Manchester United: 5 mistakes Jose Mourinho has made already

MANCHESTER, ENGLAND - SEPTEMBER 10: during the Premier League match between Jose Mourinho, Manager of Manchester United reacts Manchester United and Manchester City at Old Trafford on September 10, 2016 in Manchester, England. (Photo by Clive Brunskill/Getty Images)
MANCHESTER, ENGLAND - SEPTEMBER 10: during the Premier League match between Jose Mourinho, Manager of Manchester United reacts Manchester United and Manchester City at Old Trafford on September 10, 2016 in Manchester, England. (Photo by Clive Brunskill/Getty Images) /
facebooktwitterreddit
Prev
5 of 6
Next
LONDON, ENGLAND – AUGUST 07: Juan Mata of Manchester United is subsituted during The FA Community Shield match between Leicester City and Manchester United at Wembley Stadium on August 7, 2016 in London, England. (Photo by Michael Regan – The FA/The FA via Getty Images)
LONDON, ENGLAND – AUGUST 07: Juan Mata of Manchester United is subsituted during The FA Community Shield match between Leicester City and Manchester United at Wembley Stadium on August 7, 2016 in London, England. (Photo by Michael Regan – The FA/The FA via Getty Images) /

4. Setting the tone – badly

As the manager of your club, it’s up to you to set the tone for everybody else to follow. You are the leader. As goes you, so, too, does everybody else. So when Mourinho humiliated Juan Mata by bringing him on as a substitute in the Community Shield win over Leicester City, before then dragging him back off again, he set a bad precedent.

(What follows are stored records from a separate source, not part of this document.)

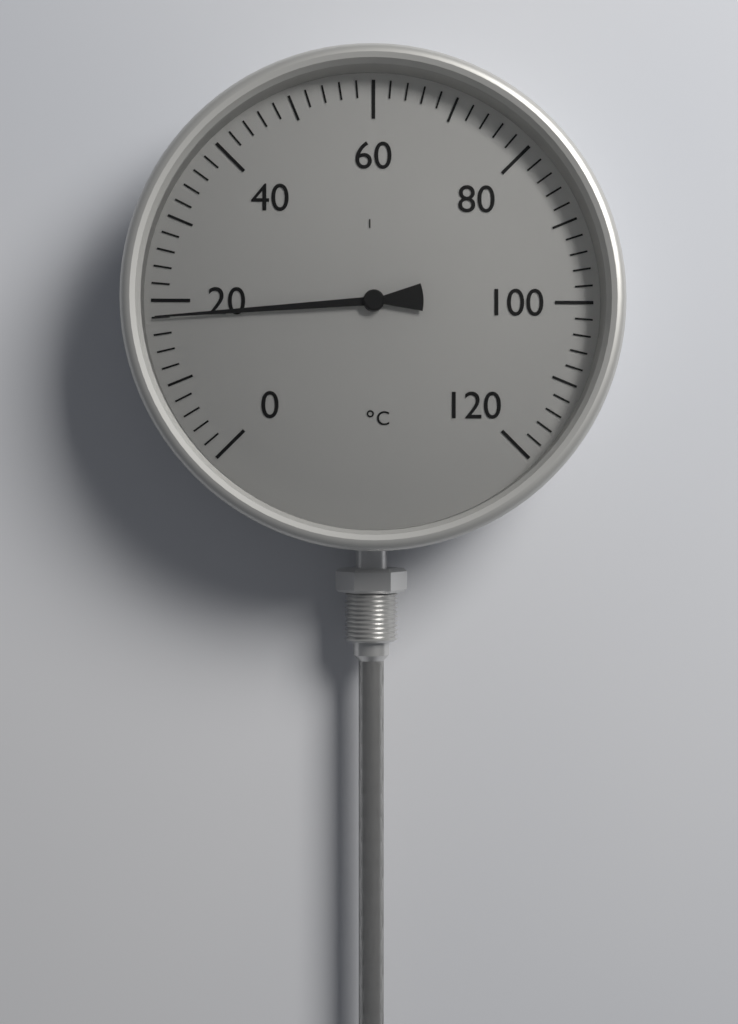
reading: 18 °C
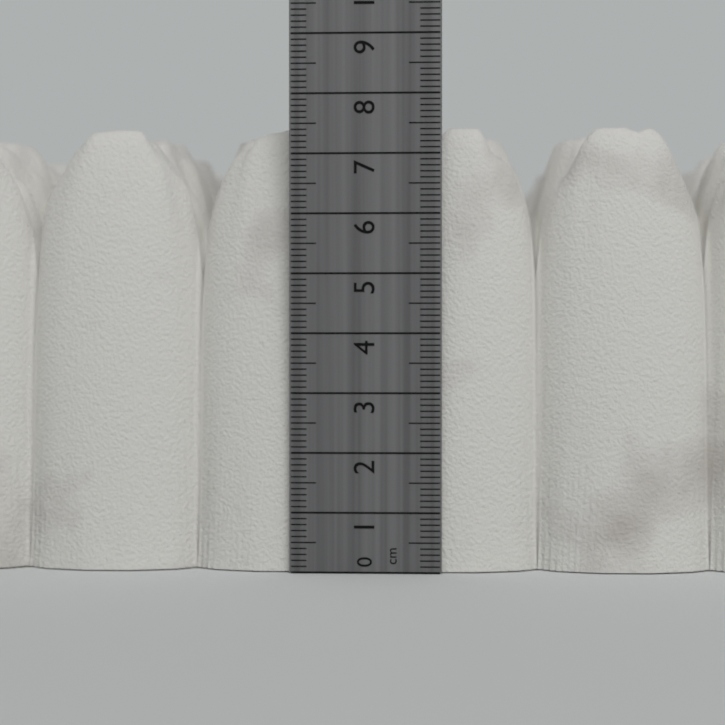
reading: 7.5 cm
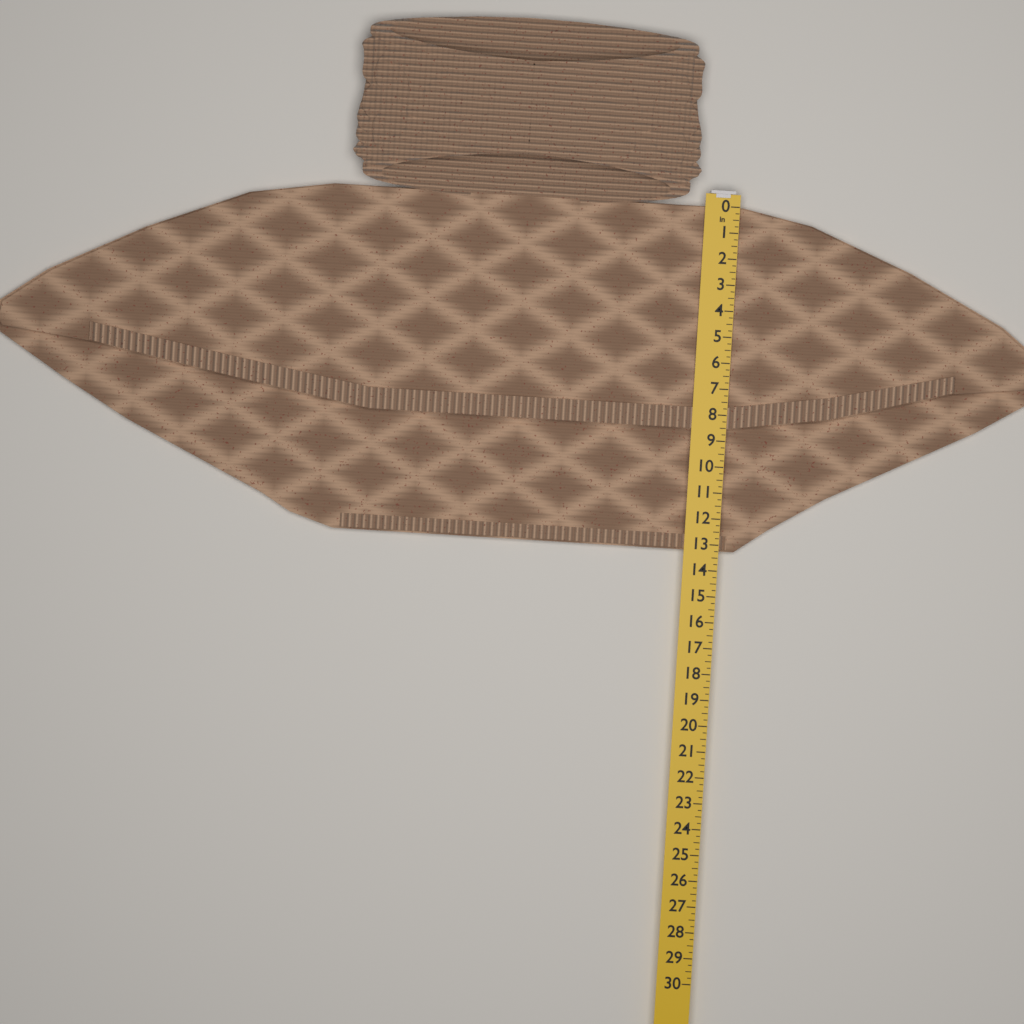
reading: 13.25 in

Players don’t like that. To fans, it’s neither here nor there. Do whatever you need to. But players find it, pretty much, the ultimate humiliation. Something a manager should never do unless extreme circumstances. This was certainly not that.

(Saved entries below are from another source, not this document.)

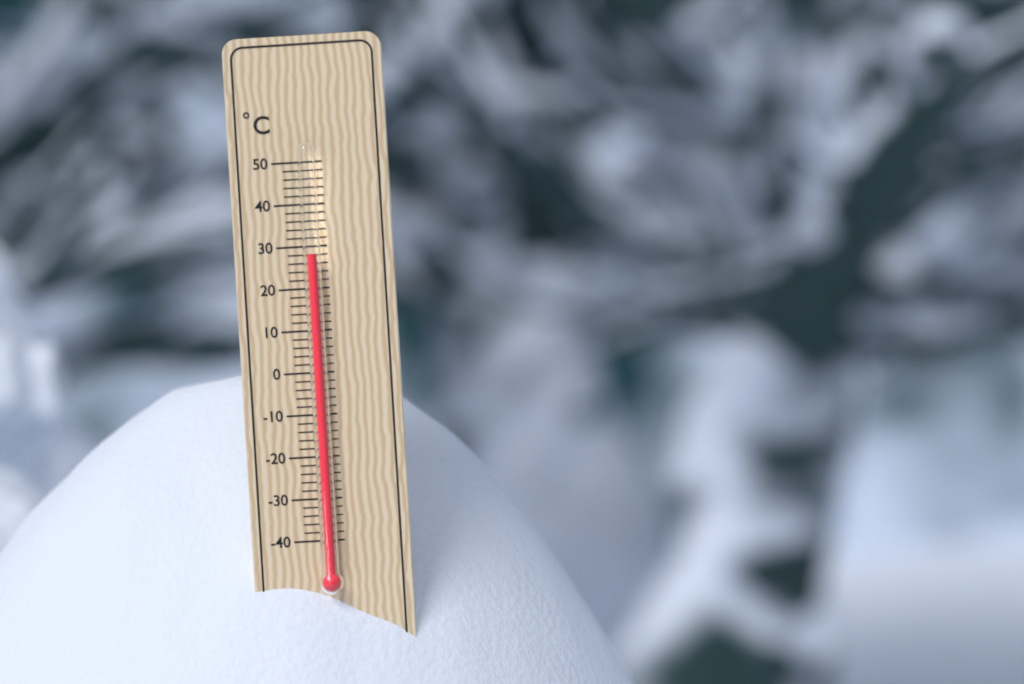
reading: 28 °C
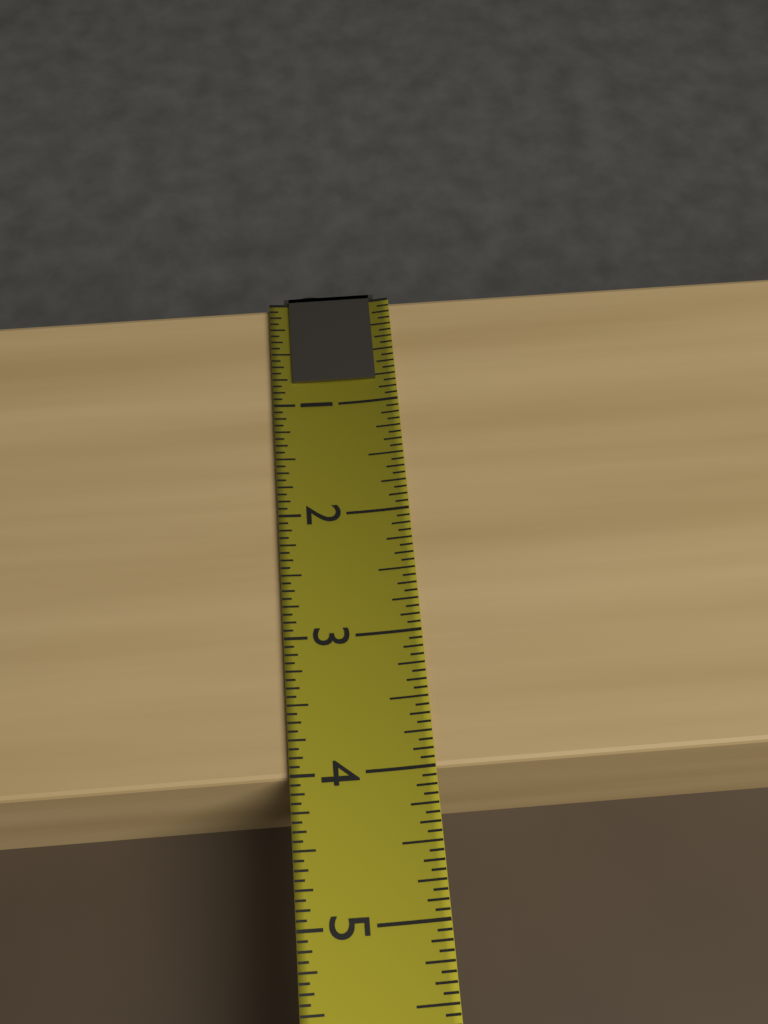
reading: 4.0000 (no unit)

Mourinho needs the players on side. Player power is very real in 2016 and managers live and die by their charges actions. Just look at Mourinho at Chelsea last season. You have to maintain control without upsetting the squad, and this move with Mata was not the best way to do that.

Of course you don’t hear anything of it at the time – the team won. But you lose a few games and, all of sudden, players start showing their displeasure at your methods.

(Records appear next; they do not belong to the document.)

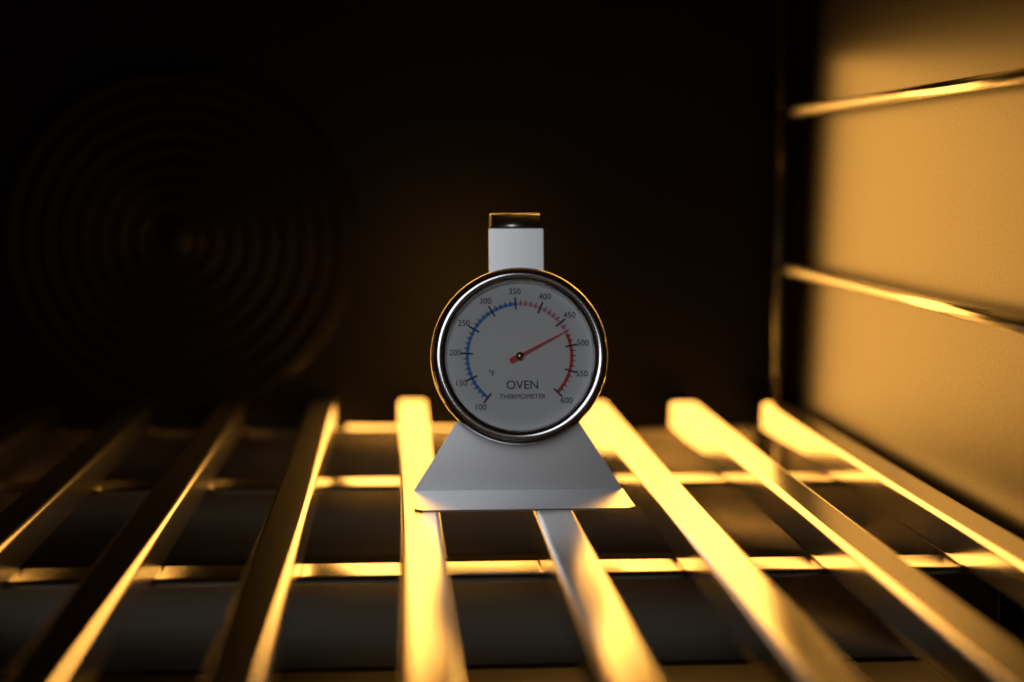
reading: 470 °F
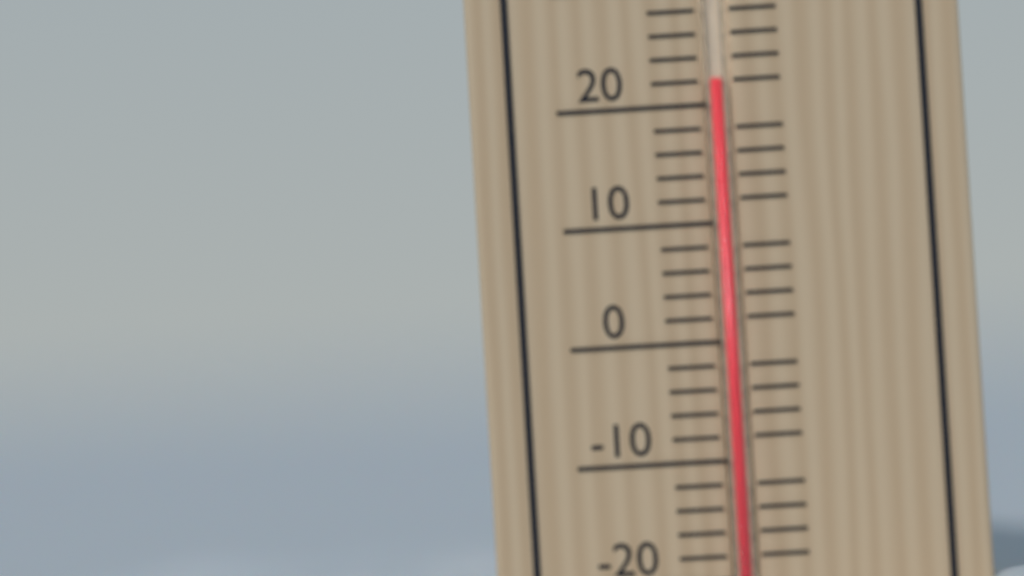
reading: 22 °C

Another example came just this week. Mourinho said before United’s Europa League game with Feyenoord that United needed to ”find the motivation,” because the Europa League is not the ”big dream of every player.”

That went down well, didn’t it? United labored to a 1-0 defeat the following night. Another example of how not, as the leader of the club, to set the tone for everybody else to follow. Everybody is following, alright. That’s the problem.